My Take: AI Layoffs Are a Choice, Not Destiny
Published: 01 Mar 2026 15:30
Jack Dorsey recently announced major layoffs at Block as part of the company's AI-driven restructuring in one of his X posts: https://x.com/jack/status/2027129697092731343.
Then I read a LinkedIn post reacting to that announcement. One line stood out:
We can't put the genie back in the bottle.
I disagree with that framing.
When we use the "genie" metaphor, we frame AI like a supernatural force that appeared out of nowhere, took over the planet, and left us powerless. That is the opposite of reality.
AI is not a genie. It is not magic. It is not fate.
It is technology built, deployed, and governed by people.
We control it, and we decide how to use it.
When we describe AI as an unstoppable force, we quietly remove human agency from the conversation. That makes harsh outcomes look inevitable when they are usually the result of deliberate business decisions.
"Inevitable" Is Doing Too Much Work
The narrative often sounds like this:
- AI exists.
- Therefore job losses are unavoidable.
- Therefore no one is responsible.
That logic is convenient, especially for organizations that benefit from faster execution and lower costs. If layoffs are "just the future," then no one has to answer hard questions about timing, transition plans, or leadership accountability.
But those are exactly the questions that matter.
Automation Is Not New. This Wave Is Different in Reach.
We have automated work for decades. The difference now is scope:
- AI is moving from repetitive tasks into knowledge work.
- It affects not only output volume, but decision-making roles.
- The speed of deployment can outpace social adaptation.

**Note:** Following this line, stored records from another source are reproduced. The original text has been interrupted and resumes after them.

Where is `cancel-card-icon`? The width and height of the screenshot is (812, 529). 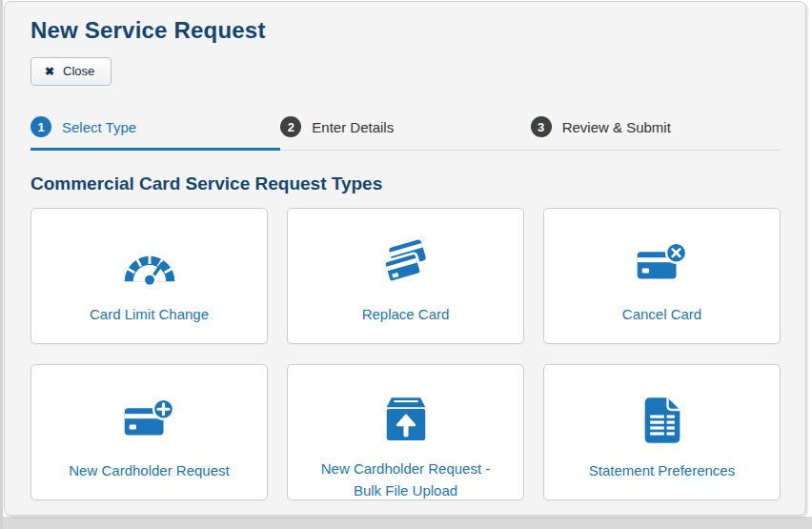 cancel-card-icon is located at coordinates (662, 264).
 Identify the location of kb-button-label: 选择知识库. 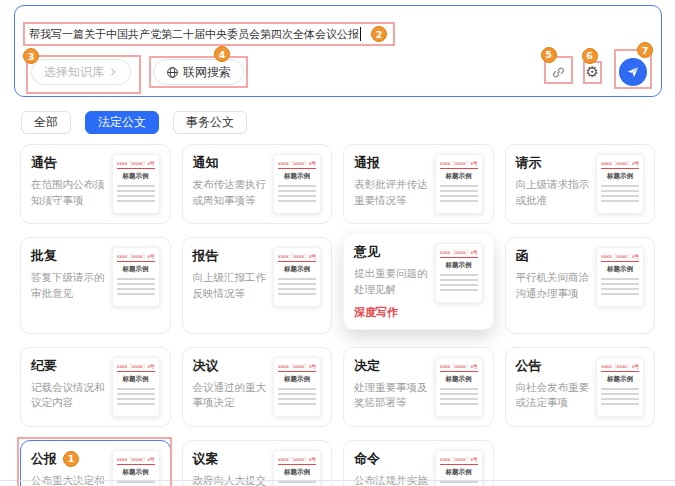
(74, 72).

That does not make AI evil. It makes governance urgent.
What Is Actually Happening
Let's call it plainly: many firms are making a capital allocation decision.
They are investing in systems that reduce labor needs, improve margins, and concentrate productivity in smaller teams. That is rational from a narrow P&L perspective. But it is still a choice, not a law of physics.

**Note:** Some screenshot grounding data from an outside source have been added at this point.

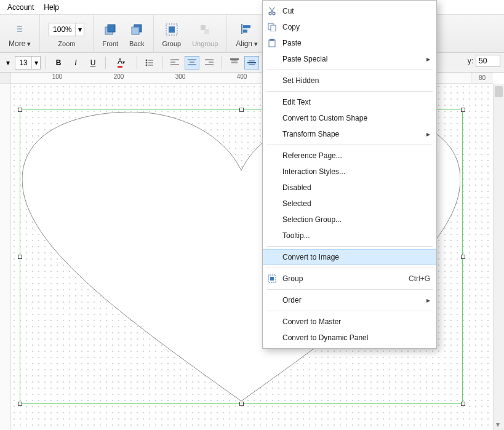  Describe the element at coordinates (297, 204) in the screenshot. I see `ctx-selected-label: Selected` at that location.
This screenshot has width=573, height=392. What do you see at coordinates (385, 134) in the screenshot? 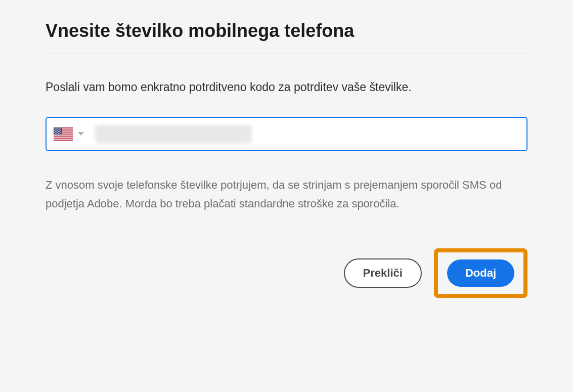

If leadership can choose how aggressively to automate, they can also choose:
- how to reskill people before displacement,
- how to reinvest productivity gains into new roles and capabilities,
- how to sequence rollout to avoid avoidable shock,
- and how to treat workers as stakeholders rather than expendable inputs.

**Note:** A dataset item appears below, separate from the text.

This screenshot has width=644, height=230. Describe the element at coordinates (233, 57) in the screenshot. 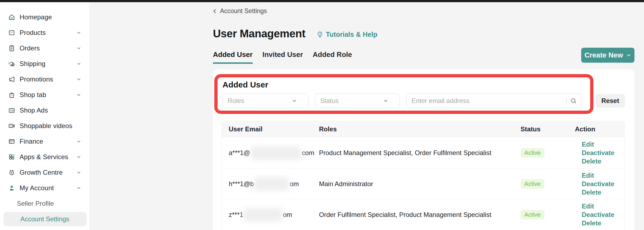

I see `tab-added-user: Added User` at that location.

The Real Cognitive Dissonance
A lot of us feel both of these things at once:
- excitement about what AI can build,
- concern about what AI deployment is doing to people.
That tension is not hypocrisy. It is moral clarity.
The wrong response is to deny either side: not blind acceleration, and not pretending we can freeze progress forever.
Final Thought
Saying "the genie is out of the bottle" sounds neutral, but it quietly implies we are passengers.
We are not passengers.
We are the designers of these systems, the operators of these companies, and the leaders setting the guardrails for adoption.
AI can absolutely increase human prosperity. But only if we stop treating outcomes as destiny and start treating AI adoption as a strategic choice with real accountability.